Patricia Leavy: Even the President Can Be Bullied

May 09, 2011

by Patricia Leavy, associate professor of Sociology at Stonehill
Providence Journal

When President Obama recently offered up a copy of his detailed birth certificate, he cited the need to "put an end to the silliness" and help our nation focus on more pressing matters. We are now learning something more of the seriousness of the issues Obama was dealing with during the birth-certificate campaign. The sad fact is that the president's public disclosure of his birth certificate was not really about silliness. It was all about bullying.

Obama did not disclose his birth certificate to clear his name, but rather because he was bullied by Donald Trump and other characters into doing so. With an epidemic of "tween" and teen bullying, often with tragic repercussions, it is both somewhat reassuring and very alarming to know that no one is immune.

Bullying is always about power. Often, it is a means to make oneself appear strong and powerful at the expense of another. In this way, bullying always involves three parties: the bully, the bullied and the bystanders.

Bullies have one goal: getting attention for themselves so they feel like big shots. This was certainly evidenced when Donald Trump - who is now calling for the president's school records - held a press conference to take credit for forcing Obama to reveal his birth certificate.

The bullied, or victim, usually just wants the harassment to end, and there is a breaking point when he can take no more. President Obama's press conference was his breaking point, no doubt due to the issues of import requiring his full attention. And then there's us. In the "birthers' brouhaha," the American public has been forced to play the role of bystander to the bullying on the political playground.

When I was watching the birth-certificate drama unfold on live television, I couldn't help but think that it was such an enormous waste of time and resources in an age when we have so many pressing issues to deal with. This is exactly how I feel when my daughter comes home from school and informs me that she didn't learn her social-studies lesson because children were misbehaving, so instead, they spent their time in an unsettled classroom or sitting quietly, as time was diverted to restoring order to the class. In these instances it is clear that the loudest voice hijacks everyone's time and energy.

In light of the recent announcement that U.S. special forces have killed Osama bin Laden, the politics of distraction promulgated by Trump and others are all the more clear.

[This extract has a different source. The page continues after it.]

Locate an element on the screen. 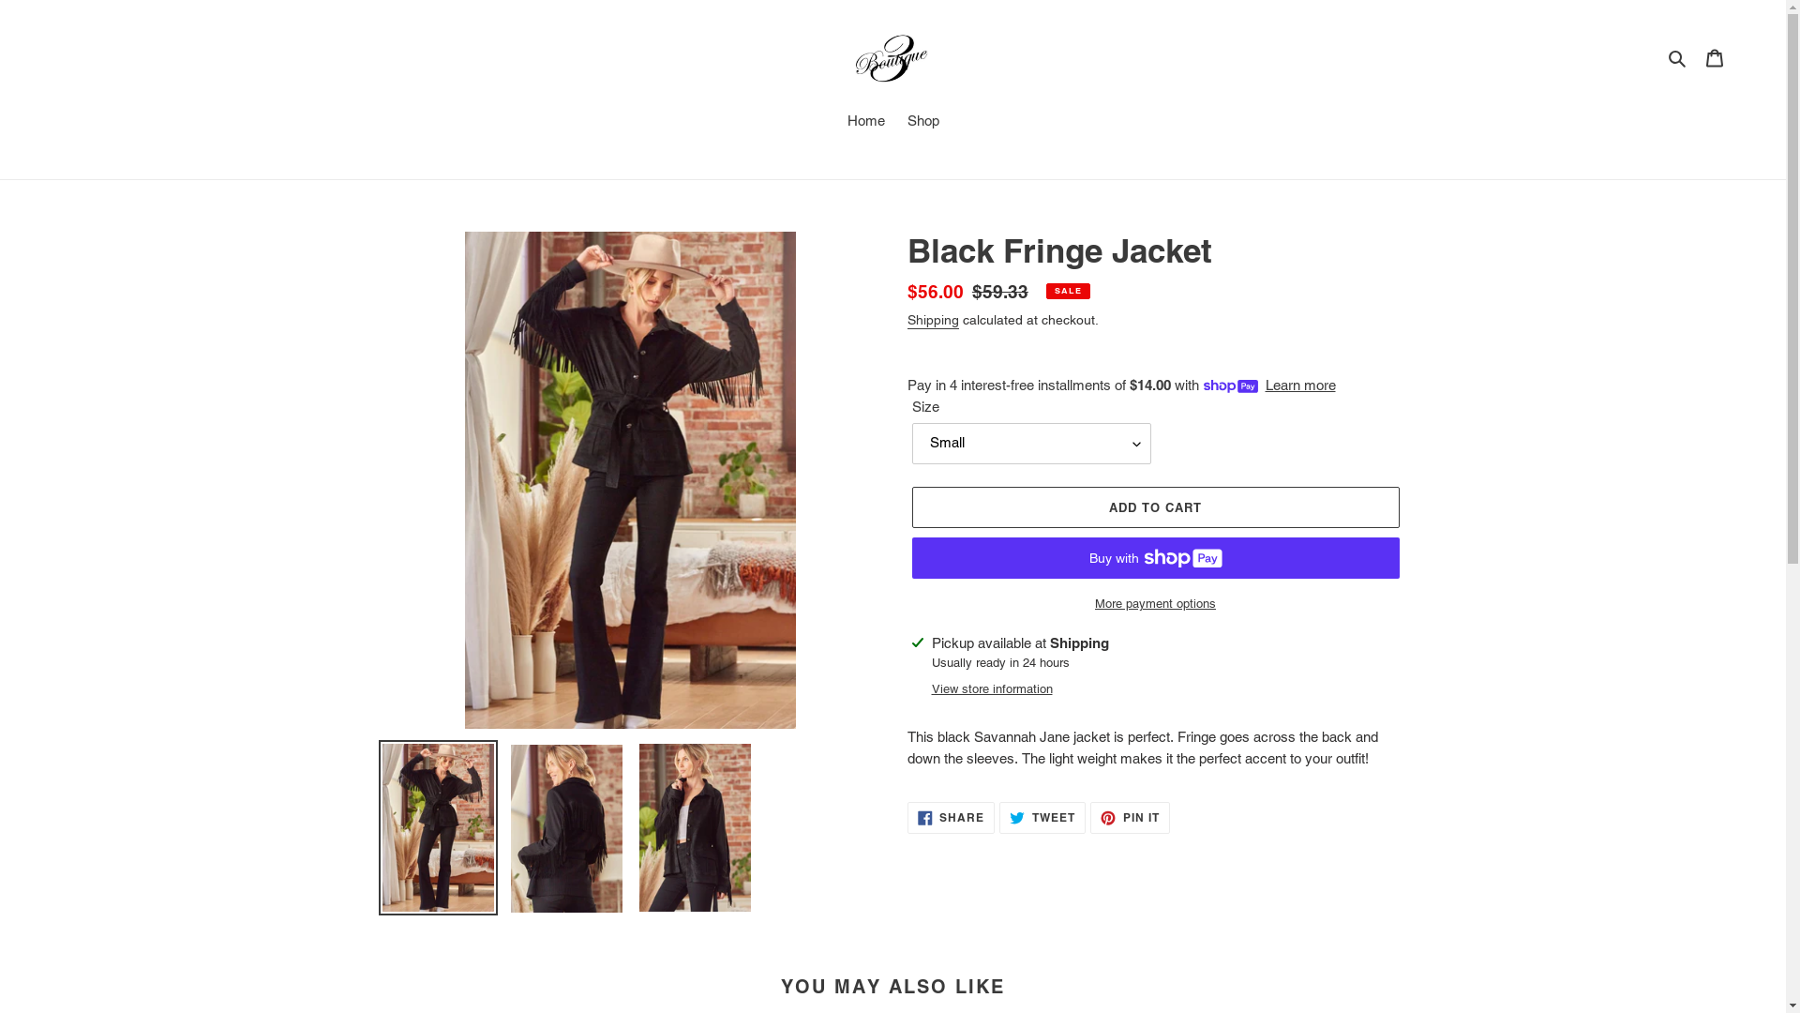 The width and height of the screenshot is (1800, 1013). Home is located at coordinates (866, 123).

While they were calling for the president to again prove his citizenship, Obama was leading a campaign to bring down the man responsible for the 9/11 terror attacks. Who looks silly now?

Unfortunately we have become accustomed to bullying at its worst. Whether it is a college student leaving a suicide note on Facebook, a lone high-school student hanging herself in her room, or two bullied eighth-grade girls in Minnesota carrying out their suicide pact, bullying is claiming young lives all across America. It happens all too frequently in all types of communities.

We are all no doubt saddened and troubled when we hear about these tragic events. As parents, we are heartbroken when we know our children are being teased and tormented.

This is an issue we can all come together on. But where does it leave us when we see the very people who want to run our country behaving like the nastiest school-yard bullies and calling their ridiculous campaign an important investigation?

The funny thing about bullying is that the ones who have the most power to control it once it has started are not the bully or the bullied, but rather, the bystanders. Those are the people who let it happen, by bearing witness silently, or, who refuse to let it continue.

In the case of Obama versus Trump, I've got news for you: That's us.

For parents this is a teachable moment. When children come home from school talking about being bullied, their friends being bullied or events they have learned about from media, parents are armed with a new resource that can offer valuable perspective. We can now cite the fact that no one is immune from bullying.

Not even the president of the United States.